The reeds that grow at the Macquarie Marshes, in north-central New South Wales, provide the materials for traditional basket weaving practised by Wailwan women. Through their stories, the book elucidates plant politics. While the reeds depend upon water that is used by irrigators upstream, the basin’s rice and cotton growing industries put serious limits on the growth of the Macquarie Marshes reeds through their intensive use of the rivers’ water for their own crops. By bringing the reeds to the centre of her work, O’Gorman demonstrates how the Wailwan women’s weaving practices constitute care for Country, and how this is threatened by climate change and poor government prioritisation.

This study also foregrounds race, class, and gender. The economic success of Australia’s rice industry – and all its attendant ecological catastrophes – was partly built on racist narratives that cautioned against the White body’s susceptibility to unhygienic rice growing conditions in Southeast Asia. As O’Gorman shows, the country’s Rice Marketing Board weaponised interwar middle-class fears around Australia’s geographical vulnerability to market water-intensive product as clean and hygienic. But droughts, ducks, and mosquitoes all complicate the multiple histories of the wetlands as they assert their own agencies. By drawing attention to these non-human historical actors, O’Gorman richly layers the Murray Darling Basin with disparate meanings. The otherwise hard striations formed by the boundaries of rice fields constitute a harsh division between flooded paddies and drier edges, easily disrupted by ducks.

Devastated wetlands along the Murray-Darling Basin (Jason Edwards/Alamy)Devastated wetlands along the Murray-Darling Basin (Jason Edwards/Alamy)

Elsewhere, the transnational migratory patterns of birds like Latham’s Snipe tie together Australia and Japan. Harry Frith was the chief of CSIRO’s Wildlife Division in the 1970s when Australia’s first Ramsar site was selected. Frith was instrumental in determining the chosen site, and the visiting birds were instrumental in guiding him to that choice. Through this and other examples across the basin, O’Gorman shows how these places are layered with meaning through human and more-than-human networks.

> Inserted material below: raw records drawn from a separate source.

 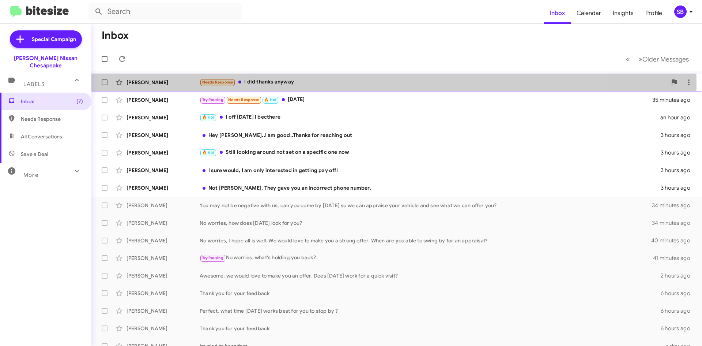 What do you see at coordinates (664, 59) in the screenshot?
I see `button: Next` at bounding box center [664, 59].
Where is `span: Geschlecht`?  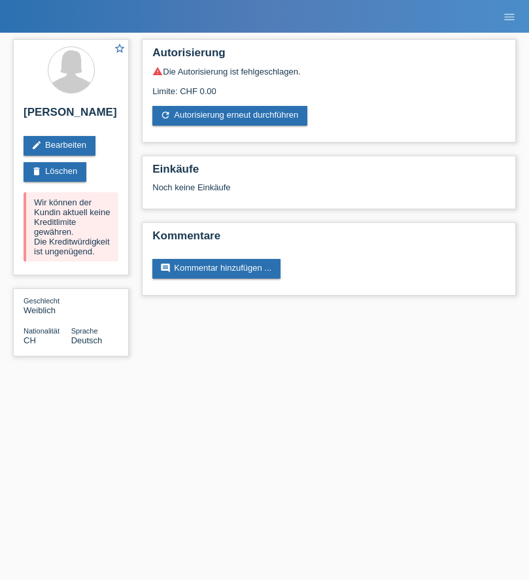
span: Geschlecht is located at coordinates (41, 301).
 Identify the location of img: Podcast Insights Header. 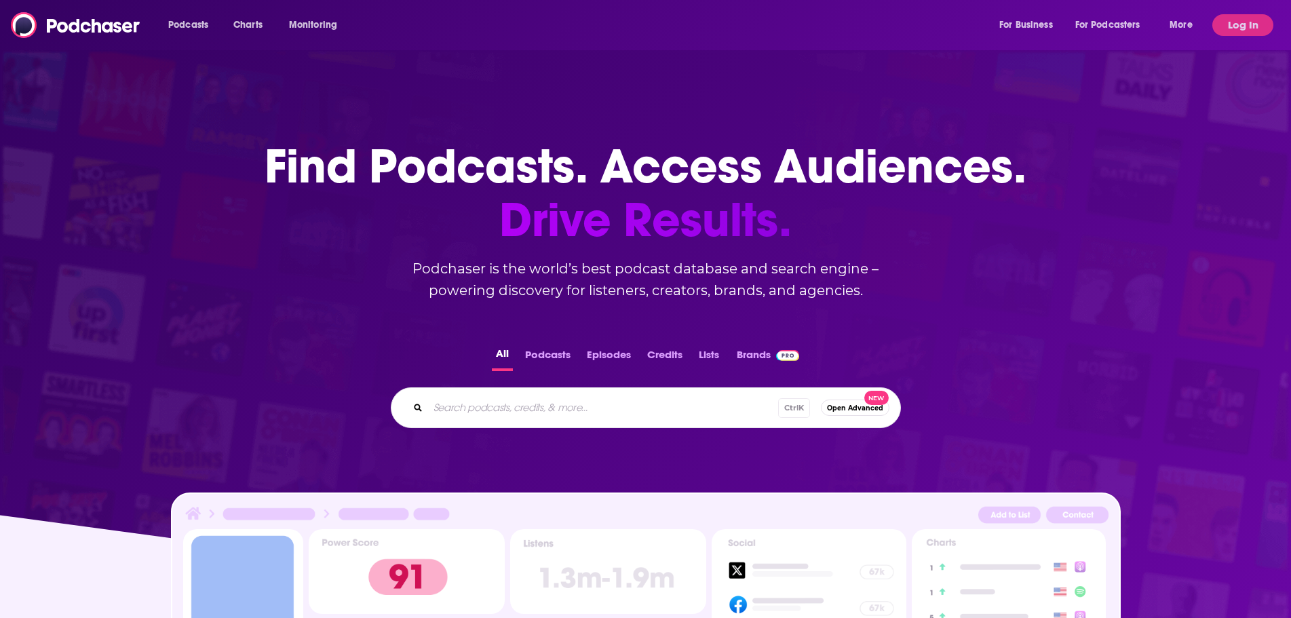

First Nations perspectives are also retold in the final chapter, complicating the historical and current relationships between pelicans, seals, Ngarrindjeri, and scientists. The place of fur seals in the lower reaches of the river system is hotly debated, and O’Gorman carefully lays out the arguments of each community. Fishers are frustrated by the playful young seals who routinely puncture their nets. Ngarrindjeri despair at the seals who kill pelicans, with whom some hold close kinship relationships. Biologists suggest the seals are merely reclaiming territory they inhabited prior to the establishment of the devastating sealing industry spanning 1790 to the 1830s. What seal territory means has real life and death consequences for the seals, and for the birds and fish they eat, for the fishing industries and all human-non-human networks which they enter.

The book comprises seven chapters, each focusing on a different multi-species network at a different time in history and a different site along the Murray-Darling Basin. Despite the massive size of the basin and the risks inherent in trying to present so vast a place, depth of analysis is never sacrificed for breadth of study. When these chapters are brought together, they speak to the complexity, diversity, and contingency of human and non-human life in the basin. That contingency was brought into stark relief in 2020 when a drought event exacerbated by climate change caused more than one million fish to die, a catastrophic ecological event which O’Gorman explores in the book’s closing pages.

With Wetlands in a Dry Land, O’Gorman gifts an impressive template for what more-than-human histories in Australia can look like. The gentle narrative provides appropriate context for the politics that imbue the study. Each of the seven chapters forms a vignette, a localised study. But when viewed as a whole, they form a complex weave and present a compelling history of the Murray-Darling Basin and the communities comprising it. With Wetlands in a Dry Land, O’Gorman challenges us to consider what counts as a wetland, and for whom?